Well it has been more than a year since the sensational re-cut The Shining trailer hit the Internets, the winner of the 2005 New York AICE Trailer Park competition. It spawned a wave of mashups and re-cut trailers of various quality – most of them never getting close to the high quality of the “original” (although AICE had been doing this stuff for a few years, the general public had not really had noticed it).
I thought it would be interesting to check back with AICE to see what the 2006 Trailer Park competitions have given us. I searched the web which we call the Internet and came up with a few gems. Enjoy.
Detroit Robots
(Robots meets 8 Mile)
Winner of Los Angeles Trailer Park 2006, made by Jeff Jenkins
Caakthal
(Cocktail as Bollywood movie)
Winner of New York Trailer Park 2006, made by Scott Rankin
Enter This Dragon, Bitch!
(Enter The Dragon as a Blaxploitation move)
Runner-up at NY Trailer Park 2006, made by Ian Marks
It’s time to present a list of the greatest things I found on the Internet in 2006. Is it a reocurring column if it is only the second time I do it? Well, I plan to continue doing it, so I guess you can call it that.
There were many mashups and re-edited movie trailers surfacing in 2006 after the amazing success of The Shining Redux, but none blew my mind like this one.
Simple but ingenious game which, if you are not careful, will occupy all your sparetime for the next few days. After playing a while, you might think you are getting good at it, but, think again!
Justin TImberlake guest stars in a recent SNL episode and among other fairly good sketches, he stars in one of the most fabulous SNL productions in a long time (not up to Narnia standard, but close!)
Yeah, so this did not launch in 2006, I know, but I didn’t realize it’s amazingness until a bit into the year. It is an Internet-jukebox so to speak, which lets you create custom radio channels based on your favorite songs or artists. Via a wide range of algorithms, it finds similar music that you might enjoy (in most cases it’s pretty good!
A great mix of mainstream media news and user-submitted news & commentary. The user-submitted stories are fairly USA-centered, but overall makes for a really good news site.
Netvibes is an AJAX online desktop or startpage, sort of similar to Google’s personal startpage etc. but it offers so much more than the Google/Yahoo variety. I find it handles various types of RSS feeds better than Google, and there are more customization options. What it is lacking is perhaps some of the “gadgets” that are available to Google users.
Well, it’s been a while since the wonderful The Shining Redux mashup trailer, and although it has spurred a lot of copycat mashups, none have been particularly good, in my opinion.
..until now that is.
Toy Story 2:Requiem is a mashup between Toy Story 2 and Requiem for a Dream. The end result is simply mesmerizing!
Well, after digging a bit more on the Internet about this phenomena which mostly goes under the name “The Shining, Redux”, i.e. the recutting of a Shining trailer to make it look like a romantic comedy or a coming-of-age drama (see my earlier post, below) I found out a little bit more.
The competition is AICE’s (Association of Independent Commercial Editors) annual “Trailer Park” contest.
I don’t know for sure if these entries from Moondog Design are for the same competitionor if theybecause they have separate competitions for different AICE offices.
Anyway, go to the Moondog link above, click Paul Lacalandra and click the image which says “ordinary girls…” – that is his remade trailer for Parent Trap (remade to ‘Apparent Trap’). Further, there is another one if you click on Vincent Garguilo and then click on the image with the hand – that is his version of Titanic (not the same Titanic as shown below).
I’d love to see more of these entries, as well as past competitions’ entries as well!!
[EDIT] I guess the whole world knows this already, but I just wanted to add to my statement above, that, “The Apparent Trap” in fact was the runner-up in the same competition as The Shining, i.e. The AICE New York office.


#### Work instruction:
Only one stretch of the data below is needed: the line with "Outline 'tree'. Reply" through the last line. Output it exactly and drop the pictures.

>>

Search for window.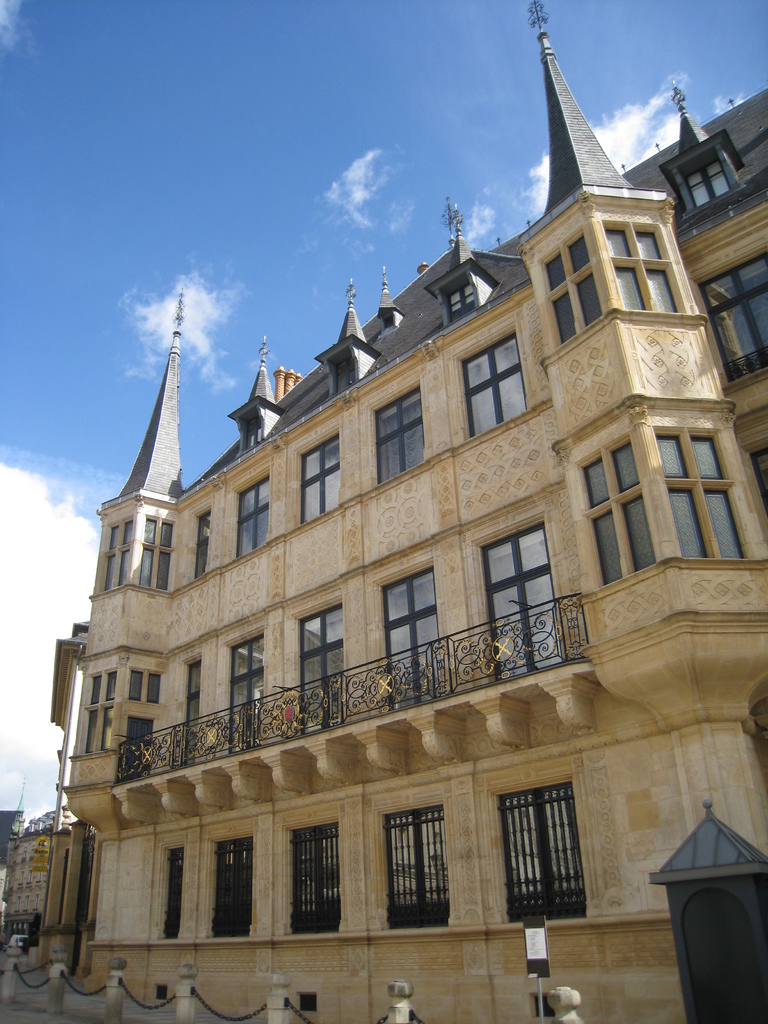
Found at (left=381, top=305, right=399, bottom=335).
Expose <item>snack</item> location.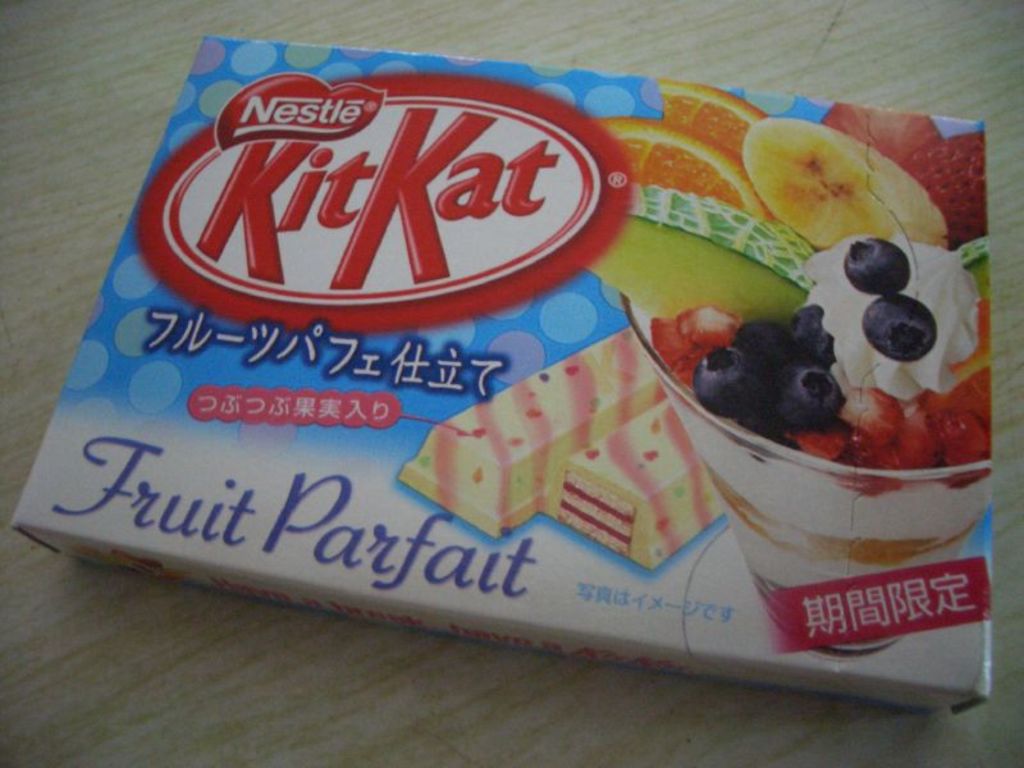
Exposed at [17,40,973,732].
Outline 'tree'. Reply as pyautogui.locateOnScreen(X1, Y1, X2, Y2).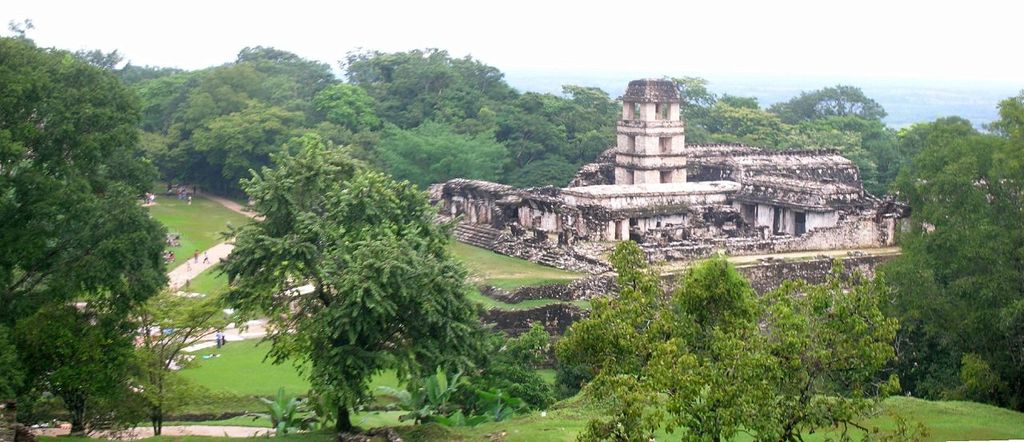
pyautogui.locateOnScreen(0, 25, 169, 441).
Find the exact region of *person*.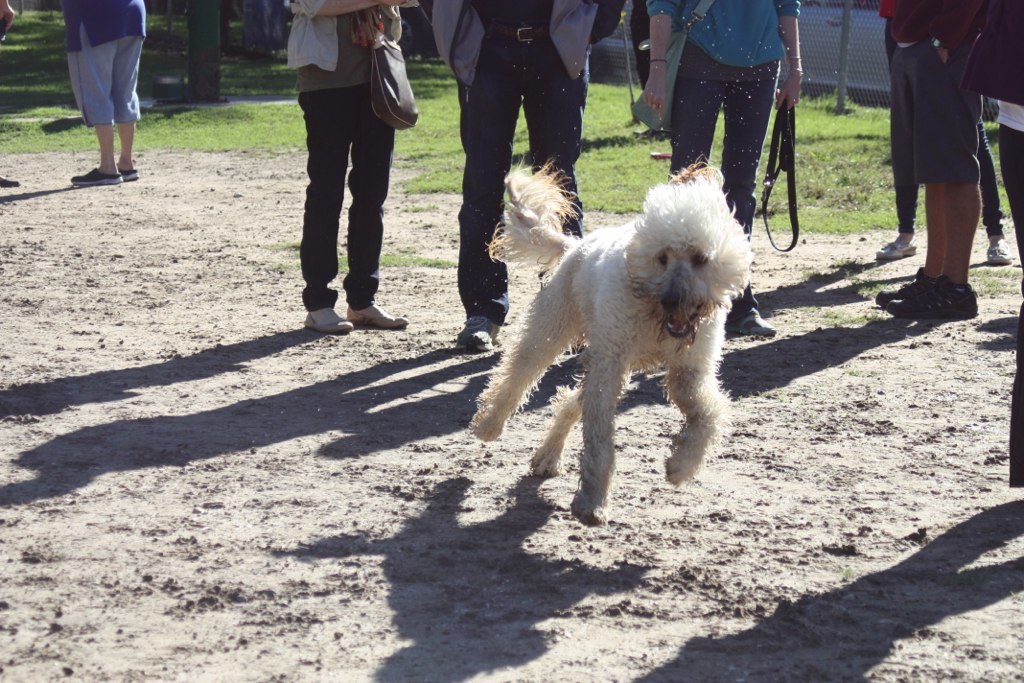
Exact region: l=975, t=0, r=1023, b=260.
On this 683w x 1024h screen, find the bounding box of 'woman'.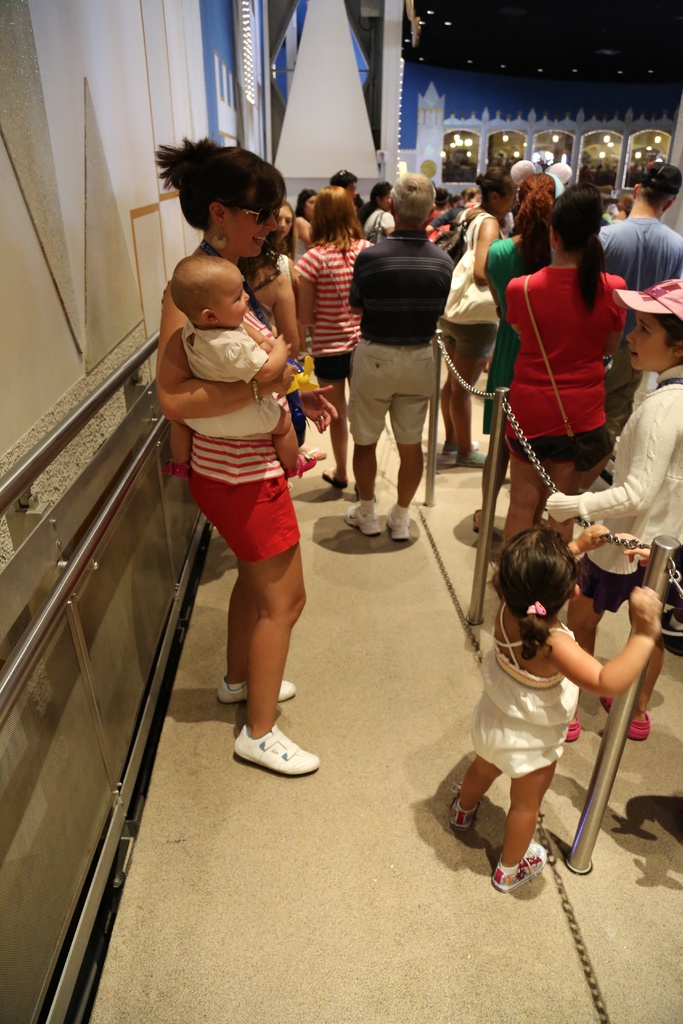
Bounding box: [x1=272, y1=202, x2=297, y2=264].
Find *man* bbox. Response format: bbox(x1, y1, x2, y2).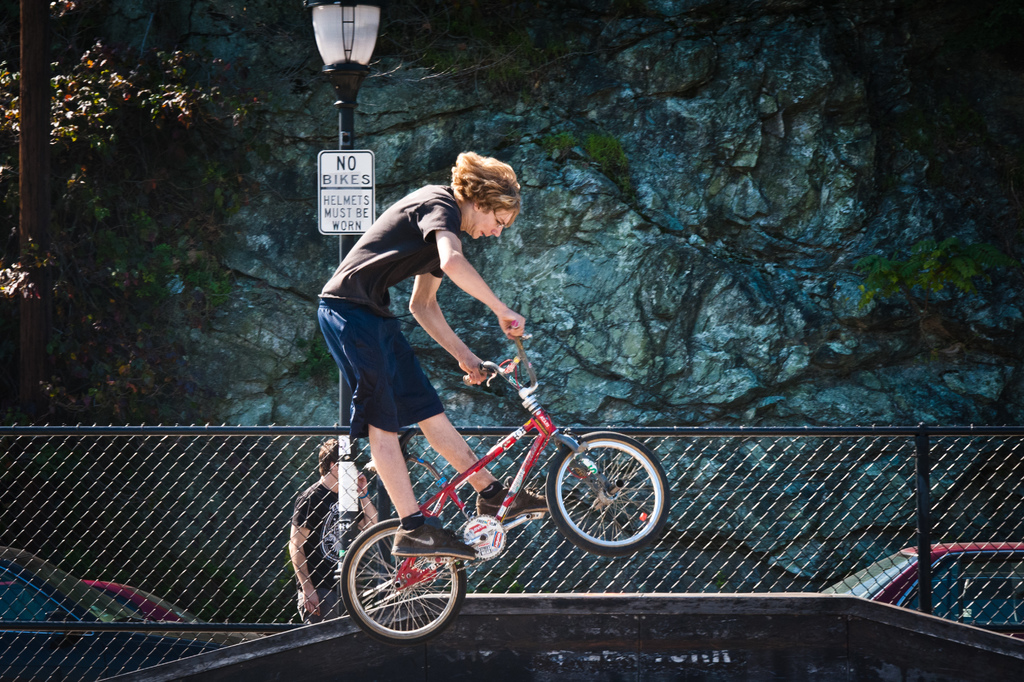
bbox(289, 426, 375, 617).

<<

#### Answer:
Outline 'tree'. Reply as pyautogui.locateOnScreen(X1, Y1, X2, Y2).
pyautogui.locateOnScreen(0, 25, 169, 441).
Find the exact region of *person*.
Exact region: l=975, t=0, r=1023, b=260.
On this 683w x 1024h screen, find the bounding box of 'woman'.
Bounding box: [x1=272, y1=202, x2=297, y2=264].
Find *man* bbox. Response format: bbox(x1, y1, x2, y2).
bbox(289, 426, 375, 617).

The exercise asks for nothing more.